Assessing background contamination of sample tubes used in human biomonitoring by non-targeted liquid chromatography–high resolution mass spectrometry
Krauss, Martin; Huber, Carolin; Schulze, Tobias; Bartel-Steinbach, Martina; Weber, Till; Kolossa-Gehring, Marike; Lermen, Dominik
Environ Int (2024); online: 1 January 2024
Abstract
Controlling and minimising background contamination is crucial for maintaining a high quality of samples in human biomonitoring targeting organic chemicals.
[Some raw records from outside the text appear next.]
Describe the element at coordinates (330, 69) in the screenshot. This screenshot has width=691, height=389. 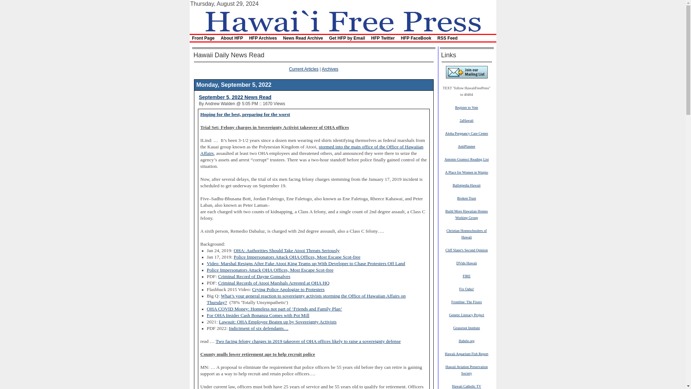
I see `Archives` at that location.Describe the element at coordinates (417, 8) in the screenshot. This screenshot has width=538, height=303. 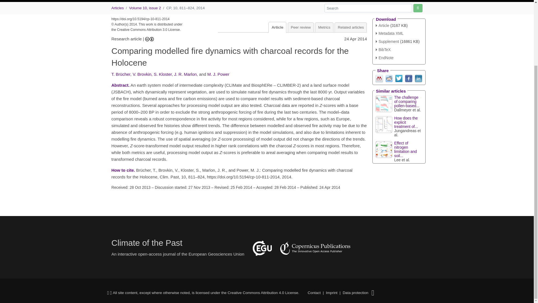
I see `Start site search` at that location.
We assessed the contamination of three previous types and one newly introduced medical-grade type of sample tubes used for storing human body fluids at the German Environmental Specimen Bank. Aqueous extracts from these tubes were analysed by non-targeted liquid chromatography-high resolution mass spectrometry (LC-HRMS) before and after a dedicated cleaning procedure. After peak detection using MZmine, Bayesian hypothesis testing was used to group peaks into those originating either from instrumental and laboratory background contamination, or actual tube contaminants, based on if their peak height was reduced, increased or not affected by the cleaning procedure. For all four tube types 80–90% of the 2475 peaks (1549 in positive and 926 in negative mode) were assigned to laboratory/instrumental background, which we have to consider as potential sample tube contaminants.
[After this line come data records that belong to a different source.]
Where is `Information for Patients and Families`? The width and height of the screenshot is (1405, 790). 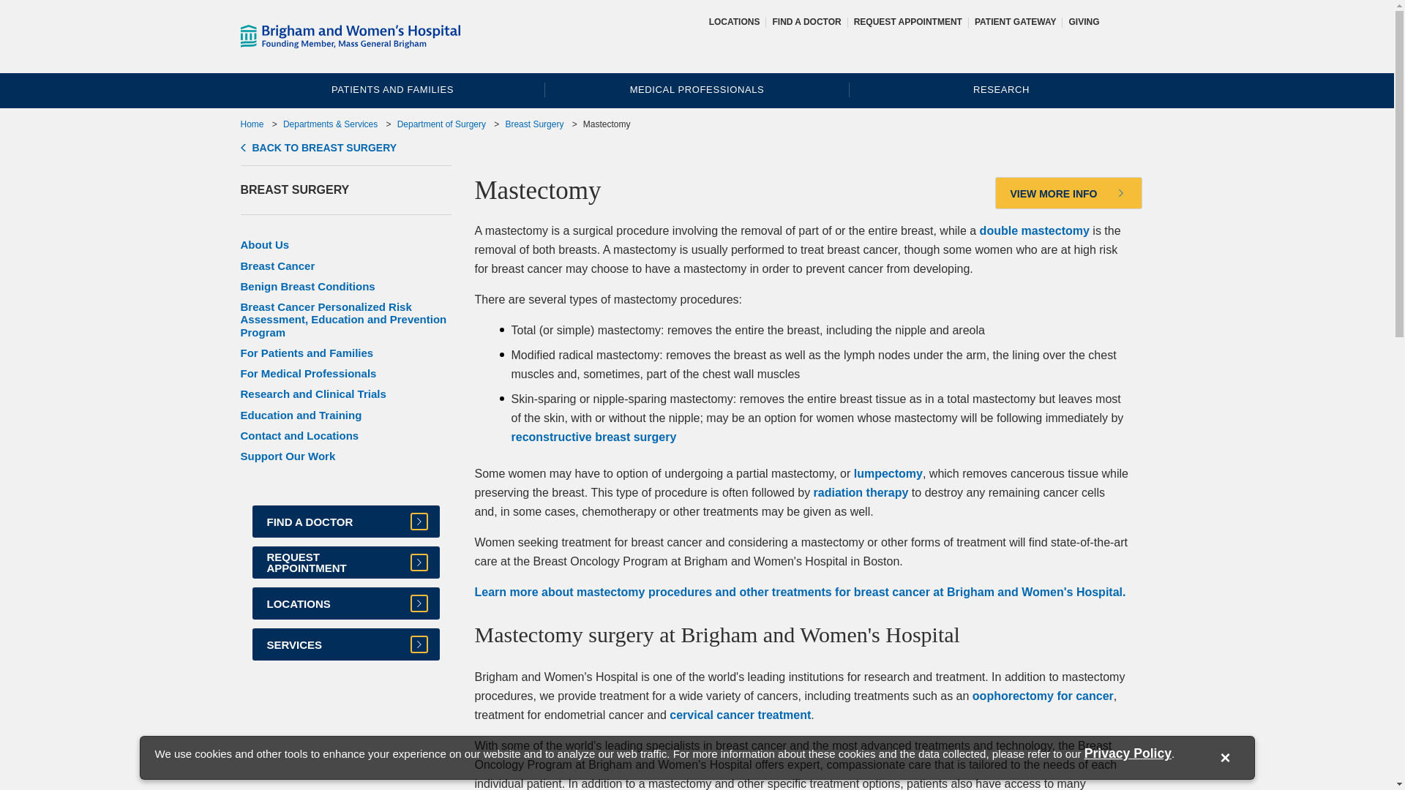 Information for Patients and Families is located at coordinates (392, 90).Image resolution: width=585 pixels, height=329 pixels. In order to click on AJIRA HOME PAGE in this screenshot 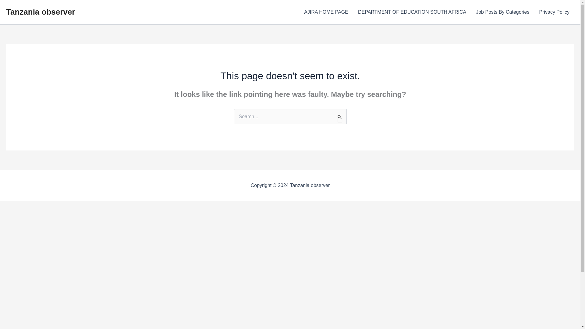, I will do `click(326, 12)`.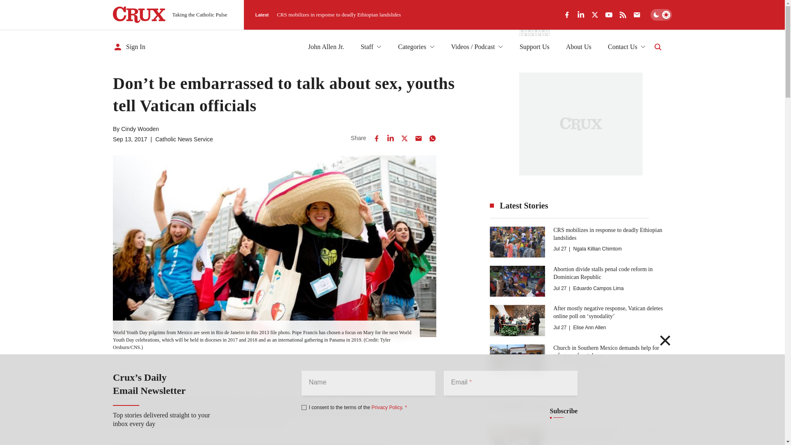  I want to click on Support Us, so click(534, 47).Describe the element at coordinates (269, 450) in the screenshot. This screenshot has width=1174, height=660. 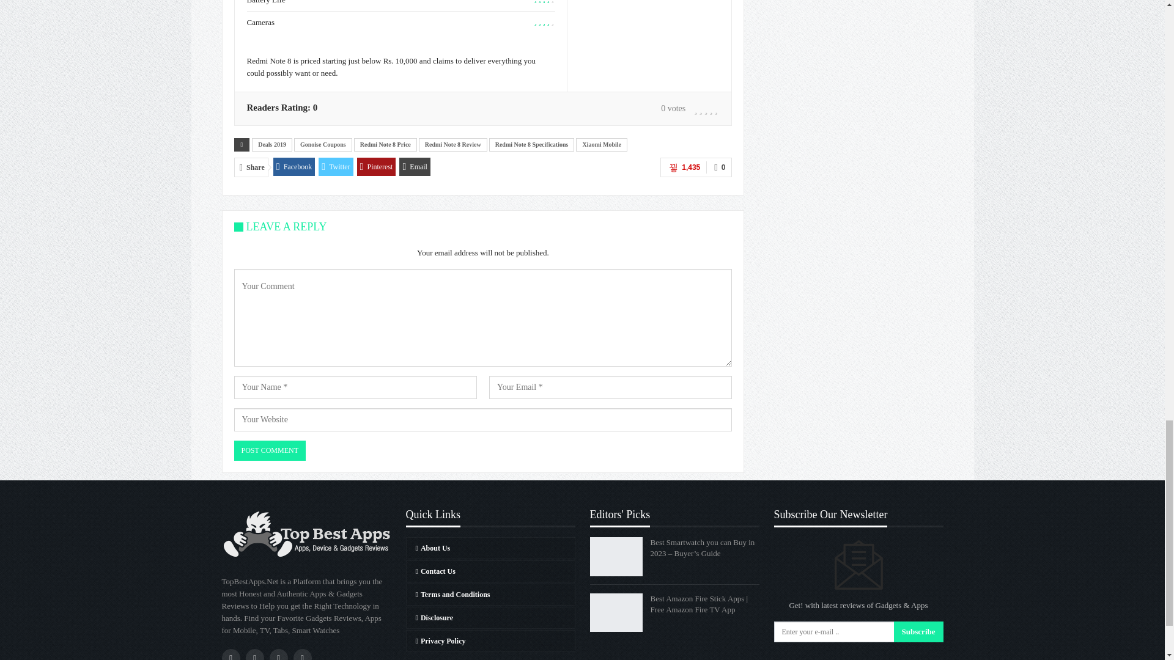
I see `Post Comment` at that location.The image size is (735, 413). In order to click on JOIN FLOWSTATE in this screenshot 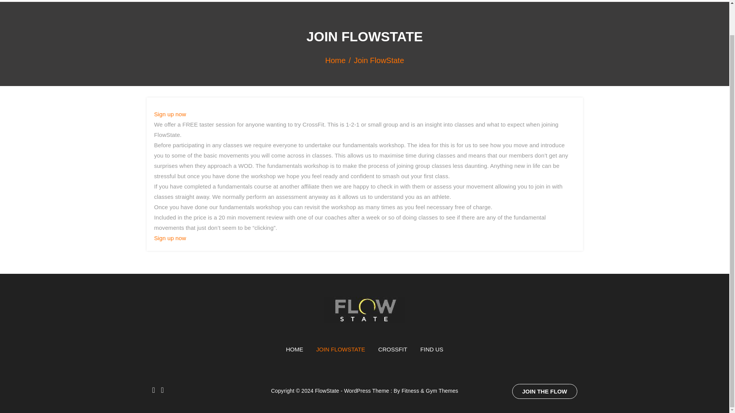, I will do `click(341, 350)`.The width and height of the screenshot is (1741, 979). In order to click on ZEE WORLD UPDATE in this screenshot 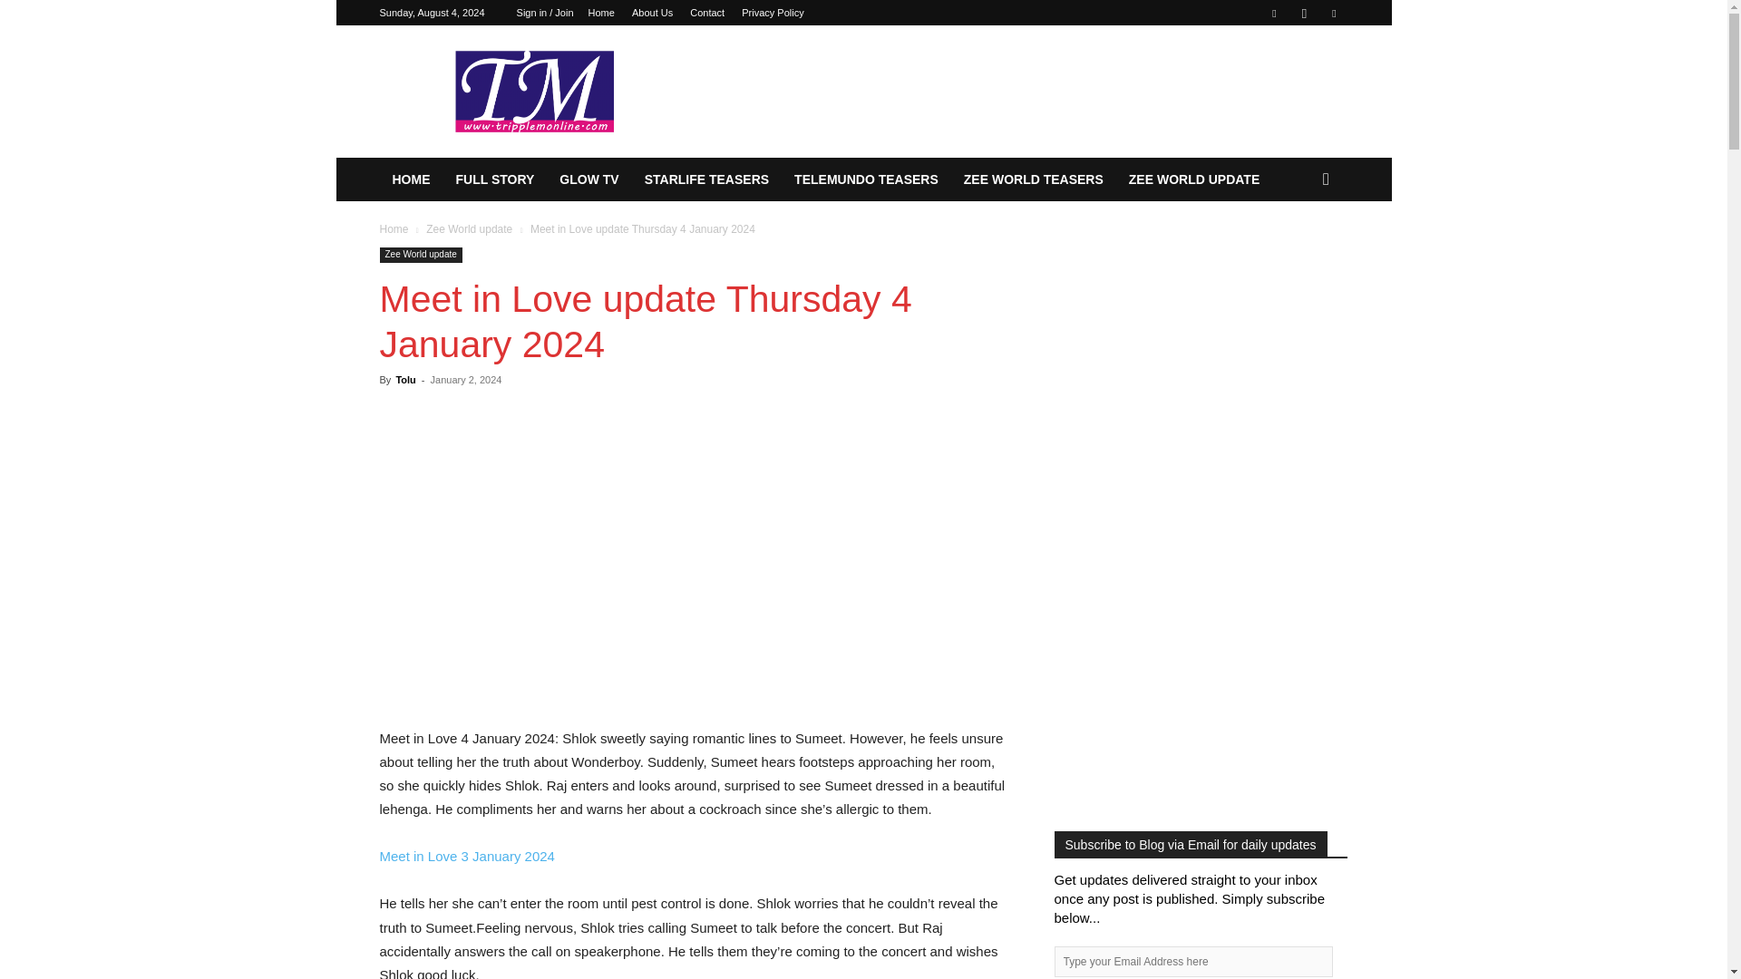, I will do `click(1193, 180)`.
Among the tube contaminants, results suggest a considerable difference in the contaminant peak inventory and the absolute level of contamination among the different sample tube types. The cleaning procedure did not affect the largest fraction of peaks (50–70%). For the medical grade tubes, the removal of contaminants by the cleaning procedure was strongest compared to the previous tubes, but in all cases a small fraction increased in intensity after cleaning, probably due to a release of oligomers or additives. The identified laboratory background contaminants were mainly semi-volatile polymer additives such as phthalates and phosphate esters. A few compounds could be assigned solely as tube-specific contaminants, such as N,N-dibutylformamide and several constituents of the oligomeric light stabiliser Tinuvin-622.
A cleaning procedure before use is an effective way to standardise the used sample tubes and minimises the background contamination, and therefore increases sample quality and therewith analytical results.